Saturday, January 3, 2009

La Serena, Santiago, and the Holidays Dec 13 - Jan 3

La Serena is truly where the Atacama desert FINALLY ends. There´s all this funny green stuff around that I hardly recognized!

After 4 days resting up and doing some bike repairs in La Serena I took off towards Valle de Elqui. This is one of the wine growing regions. It looked a little different than the sand I was used to.

This is a prime Pisco region. Pisco is kind of like brandy... distilled from wine made from muscatel grapes. I visited the Capel pisco factory while here but frankly, after spending 20 years near the Napa valley, I didn´t learn anything new about the process. Now the tasting... that´s another story.

I had been planning on taking a dirt road that was recommended to me south from Elqui, and the first part was fine. But after a while I hit loose dirt on steep curves. After my experience in the sand (and a still sore back) I figured that if I dumped the bike in this stuff it was going to be too much strain to get it back up, so I returned to La Serena and went south on a secondary, but paved, road. I spent the night in Combarbalá. Nothing special.

From Combarbalá, I took another dirt road south. The road itself was fine, but then I hit a series of three tunnels. As you might imagine, tunnels on a dirt road are also dirt. They are also not lit. This makes it very difficult to tell where the wall stops and the floor begins. I went very slow through these, and after 30 miles went back to pavement.


The last stop before Santiago was the Reserva Nacional de Chinchillas (National Chinchilla Reserve). I figured I would visit my coat, while it still had a personality. The area where the chinchillas live is semi-arid with a lot of cactus. I looked all over and couldn´t spot one of the little suckers. Finally got to the visitor center (I was the only visitor, so had a nice private guided tour) and found out that chinchillas are nocturnal. No wonder I couldn´t see them. It also probably explains why they only go well with evening gowns.




The visitor center was very well done, and they had a darkened section of cages and displays where you could see the chinchillas and other nocturnal critters of the area. So my coat is still alive and well and living in Chile!








I arrived in Santiago on Christmas eve. I had been invited by Luz Muñoz, a young lady I met in Nazca, to spend Christmas eve with her and her mother, which I thought was really sweet. We spent the first part of the night cooking pastel de choclo, a traditional Chilean dish of corn, meat, onions, and other mystery ingredients. My assigned job was to stir. When I asked Luz for how long, she said ¨siempre¨ (forever). Fortunately I only had to stir for about an hour and a half, or until my arm fell off and into the corn mix.

Luz and I decorated the tree, and since we had no proper base for the tree I introduced them to the Panamanian tradition of ¨Christmas Bricks¨. Many Panamanians don´t know about this, but they are used to balance the tree and keep it from falling over (look closely at the picture). Of course, we only had ordinary bricks avaliable, not the silver or gold variety traditionally used in Panama. (Don´t worry, Luz didn´t beleive the story either!)



Luz gave me a couple of biker T-shirts and a balaclava (or is it baklava?). I either look like a biker ninja or an Al Quaida escapee. Luz´s ex had just bought a motorcycle, so we spend part of Christmas day giving him some bike lessons.






After Christmas I went out to the coast, north of Valparaiso, and visited Lucho Palma and his girlfriend Rene. Lucho is a friend of Jaime Brito, the brother of Jose Brito, a friend of mine in Panama (got that). They graciously invited me to their place on the beach at Paduco.

I then headed for Valparaiso, where I discovered that there is no hotel with parking for a bike, and all the parking lots are closed on Sunday. After a few very frustrating hours I returned to Santiago.







I spent new years with some other friends who invited me to a New Years Eve party. Lot´s of fun (the little I remember). The next day Karen walked me around to do some sight seeing (this is Cerro Santa Lucia). Santiago doesn´t have a reputation for being a great tourist destination, but there are some really nice parts.

Holidays being over, it was time to get back on the road.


*ASSIGNMENT:* How many lines in the records below hold the string "Share"? Please answer with the number and nothing more.

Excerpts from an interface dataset
- Opening Delimiter -

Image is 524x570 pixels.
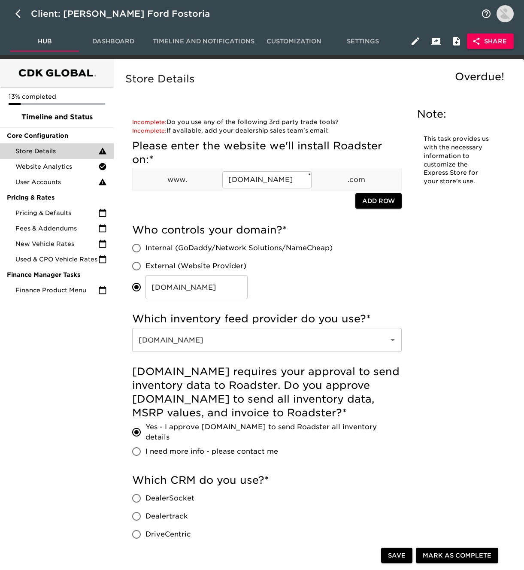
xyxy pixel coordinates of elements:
button: Share [467,33,514,49]
span: Yes - I approve [DOMAIN_NAME] to send Roadster all inventory details [146,422,395,443]
span: Incomplete: [132,127,167,134]
span: Finance Product Menu [15,286,98,294]
span: Hub [15,36,74,47]
a: If available, add your dealership sales team's email: [132,127,329,134]
span: Dealertrack [146,511,188,522]
button: Save [381,548,412,564]
button: Mark as Complete [416,548,498,564]
span: I need more info - please contact me [146,446,278,457]
p: This task provides us with the necessary information to customize the Express Store for your stor... [424,135,490,186]
input: Other [146,275,248,299]
span: Finance Manager Tasks [7,270,107,279]
span: Core Configuration [7,131,107,140]
p: www. [133,175,222,185]
span: Overdue! [455,70,504,83]
p: .com [312,175,401,185]
h5: [DOMAIN_NAME] requires your approval to send inventory data to Roadster. Do you approve [DOMAIN_N... [132,365,402,420]
button: Add Row [355,193,402,209]
span: Fees & Addendums [15,224,98,233]
span: DriveCentric [146,529,191,540]
span: User Accounts [15,178,98,186]
h5: Who controls your domain? [132,223,402,237]
a: Do you use any of the following 3rd party trade tools? [132,118,339,125]
span: Timeline and Notifications [153,36,255,47]
span: Save [388,550,406,561]
h5: Which CRM do you use? [132,473,402,487]
h5: Which inventory feed provider do you use? [132,312,402,326]
span: Internal (GoDaddy/Network Solutions/NameCheap) [146,243,333,253]
img: Profile [497,5,514,22]
button: Internal Notes and Comments [446,31,467,52]
span: Customization [265,36,323,47]
span: DealerSocket [146,493,194,503]
span: Pricing & Rates [7,193,107,202]
span: Timeline and Status [7,112,107,122]
span: Store Details [15,147,98,155]
button: Open [387,334,399,346]
div: Client: [PERSON_NAME] Ford Fostoria [31,7,222,21]
p: 13% completed [9,92,105,101]
span: Settings [334,36,392,47]
span: New Vehicle Rates [15,240,98,248]
h5: Please enter the website we'll install Roadster on: [132,139,402,167]
span: Incomplete: [132,119,167,125]
button: notifications [476,3,497,24]
span: Used & CPO Vehicle Rates [15,255,98,264]
span: Pricing & Defaults [15,209,98,217]
button: Edit Hub [405,31,426,52]
span: External (Website Provider) [146,261,246,271]
span: Add Row [362,196,395,206]
button: Client View [426,31,446,52]
span: Share [474,36,507,47]
h5: Store Details [125,72,509,86]
h5: Note: [417,107,497,121]
span: Mark as Complete [423,550,491,561]
span: Dashboard [84,36,143,47]
span: Website Analytics [15,162,98,171]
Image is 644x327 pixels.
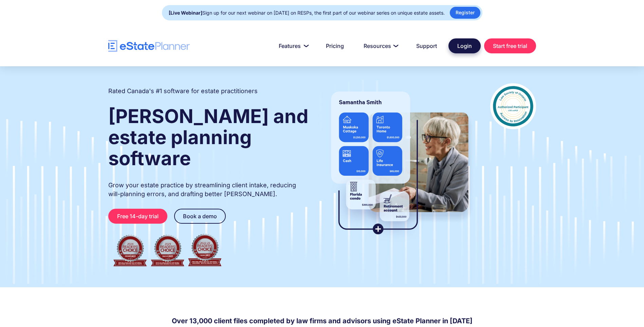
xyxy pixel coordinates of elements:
[318,39,352,52] a: Pricing
[108,105,308,170] strong: [PERSON_NAME] and estate planning software
[108,87,258,96] h2: Rated Canada's #1 software for estate practitioners
[271,39,314,52] a: Features
[355,39,405,52] a: Resources
[172,316,473,326] h4: Over 13,000 client files completed by law firms and advisors using eState Planner in [DATE]
[108,40,190,52] a: home
[169,8,445,18] div: Sign up for our next webinar on [DATE] on RESPs, the first part of our webinar series on unique e...
[449,38,481,53] a: Login
[323,83,476,243] img: estate planner showing wills to their clients, using eState Planner, a leading estate planning so...
[484,38,536,53] a: Start free trial
[169,10,202,15] strong: [Live Webinar]
[174,209,226,224] a: Book a demo
[450,7,480,19] a: Register
[108,209,168,224] a: Free 14-day trial
[408,39,445,52] a: Support
[108,181,309,198] p: Grow your estate practice by streamlining client intake, reducing will-planning errors, and draft...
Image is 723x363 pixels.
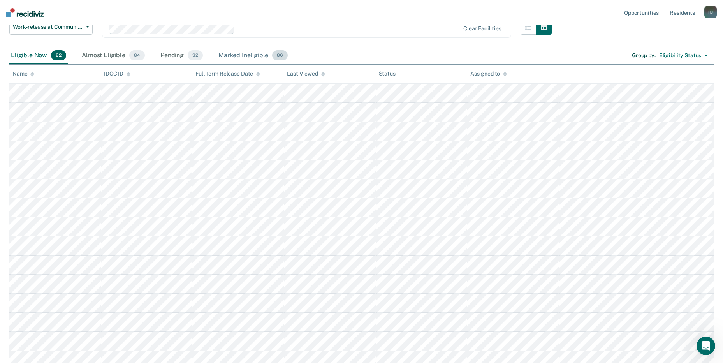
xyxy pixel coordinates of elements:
div: Group by : [632,52,656,59]
span: 32 [188,50,203,60]
div: Eligibility Status [659,52,701,59]
span: 82 [51,50,66,60]
iframe: Intercom live chat [697,336,715,355]
div: H J [704,6,717,18]
button: Eligibility Status [656,49,711,62]
button: Work-release at Community Reentry Centers [9,19,93,35]
div: Eligible Now82 [9,47,68,64]
div: Marked Ineligible86 [217,47,289,64]
div: Full Term Release Date [195,70,260,77]
span: 86 [272,50,288,60]
div: Almost Eligible84 [80,47,146,64]
img: Recidiviz [6,8,44,17]
div: Name [12,70,34,77]
div: Assigned to [470,70,507,77]
span: 84 [129,50,145,60]
span: Work-release at Community Reentry Centers [13,24,83,30]
div: IDOC ID [104,70,130,77]
div: Clear facilities [463,25,501,32]
div: Status [379,70,396,77]
div: Pending32 [159,47,204,64]
button: HJ [704,6,717,18]
div: Last Viewed [287,70,325,77]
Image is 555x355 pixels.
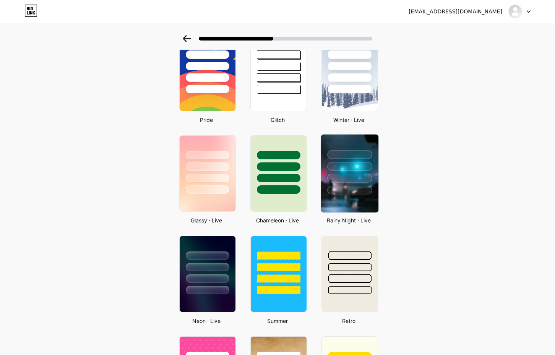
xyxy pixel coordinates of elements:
div: Glassy · Live [177,216,236,224]
div: Rainy Night · Live [319,216,378,224]
div: Chameleon · Live [248,216,307,224]
div: Neon · Live [177,317,236,325]
img: Dewa136 Slot [508,4,522,19]
div: Glitch [248,116,307,124]
div: [EMAIL_ADDRESS][DOMAIN_NAME] [409,8,502,16]
div: Summer [248,317,307,325]
div: Retro [319,317,378,325]
img: rainy_night.jpg [321,135,378,212]
div: Pride [177,116,236,124]
div: Winter · Live [319,116,378,124]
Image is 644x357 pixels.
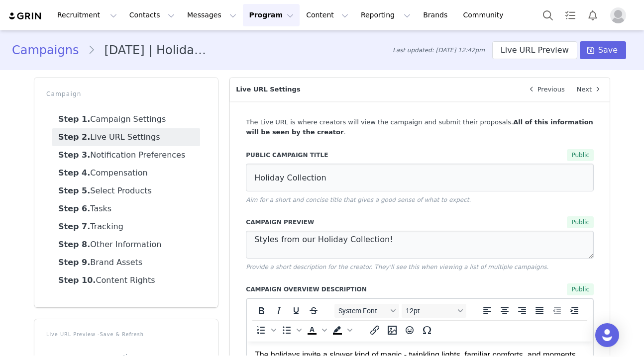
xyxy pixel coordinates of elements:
[52,110,200,128] a: Campaign Settings
[253,323,278,337] div: Numbered list
[492,42,577,59] button: Live URL Preview
[304,323,328,337] div: Text color
[582,4,604,26] button: Notifications
[418,323,435,337] button: Special character
[598,44,618,56] span: Save
[580,42,626,59] button: Save
[567,149,594,161] span: Public
[58,132,90,142] strong: Step 2.
[384,323,401,337] button: Insert/edit image
[58,240,90,249] strong: Step 8.
[537,4,559,26] button: Search
[51,4,123,26] button: Recruitment
[610,8,626,23] img: placeholder-profile.jpg
[366,323,383,337] button: Insert/edit link
[300,4,354,26] button: Content
[100,332,144,337] a: Save & Refresh
[401,323,418,337] button: Emojis
[305,304,322,318] button: Strikethrough
[58,168,90,178] strong: Step 4.
[329,323,354,337] div: Background color
[58,150,90,160] strong: Step 3.
[566,304,583,318] button: Increase indent
[604,8,636,23] button: Profile
[58,258,90,267] strong: Step 9.
[246,218,432,227] label: Campaign Preview
[595,323,619,347] div: Open Intercom Messenger
[8,8,338,82] body: Rich Text Area. Press ALT-0 for help.
[567,283,594,295] span: Public
[246,285,432,294] label: Campaign Overview Description
[246,263,594,271] p: Provide a short description for the creator. They'll see this when viewing a list of multiple cam...
[46,89,206,98] p: Campaign
[52,235,200,254] a: Other Information
[52,271,200,290] a: Content Rights
[52,128,200,146] a: Live URL Settings
[52,182,200,200] a: Select Products
[58,115,90,124] strong: Step 1.
[520,77,571,101] a: Previous
[52,218,200,235] a: Tracking
[58,222,90,231] strong: Step 7.
[548,304,565,318] button: Decrease indent
[243,4,299,26] button: Program
[253,304,270,318] button: Bold
[406,307,454,315] span: 12pt
[58,204,90,213] strong: Step 6.
[246,150,432,160] label: Public Campaign Title
[52,146,200,164] a: Notification Preferences
[571,77,610,101] a: Next
[417,4,456,26] a: Brands
[52,200,200,218] a: Tasks
[58,186,90,195] strong: Step 5.
[246,117,594,137] p: The Live URL is where creators will view the campaign and submit their proposals. .
[355,4,417,26] button: Reporting
[46,331,206,339] p: Live URL Preview -
[12,42,88,59] a: Campaigns
[8,8,338,53] p: The holidays invite a slower kind of magic - twinkling lights, familiar comforts, and moments tha...
[288,304,304,318] button: Underline
[246,118,593,136] strong: All of this information will be seen by the creator
[335,304,399,318] button: Fonts
[393,46,485,55] span: Last updated: [DATE] 12:42pm
[52,164,200,182] a: Compensation
[496,304,513,318] button: Align center
[52,254,200,271] a: Brand Assets
[246,164,594,191] input: Add title here
[560,4,582,26] a: Tasks
[479,304,496,318] button: Align left
[457,4,514,26] a: Community
[514,304,531,318] button: Align right
[230,77,519,101] p: Live URL Settings
[58,276,96,285] strong: Step 10.
[246,195,594,205] p: Aim for a short and concise title that gives a good sense of what to expect.
[338,307,388,315] span: System Font
[270,304,287,318] button: Italic
[401,304,466,318] button: Font sizes
[567,217,594,229] span: Public
[531,304,548,318] button: Justify
[8,11,43,21] img: grin logo
[279,323,303,337] div: Bullet list
[124,4,181,26] button: Contacts
[181,4,243,26] button: Messages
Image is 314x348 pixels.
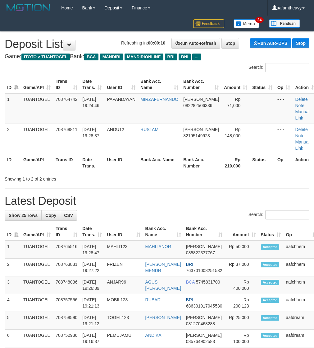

- Closing Delimiter -

*ANSWER FOR THE TASK:* 2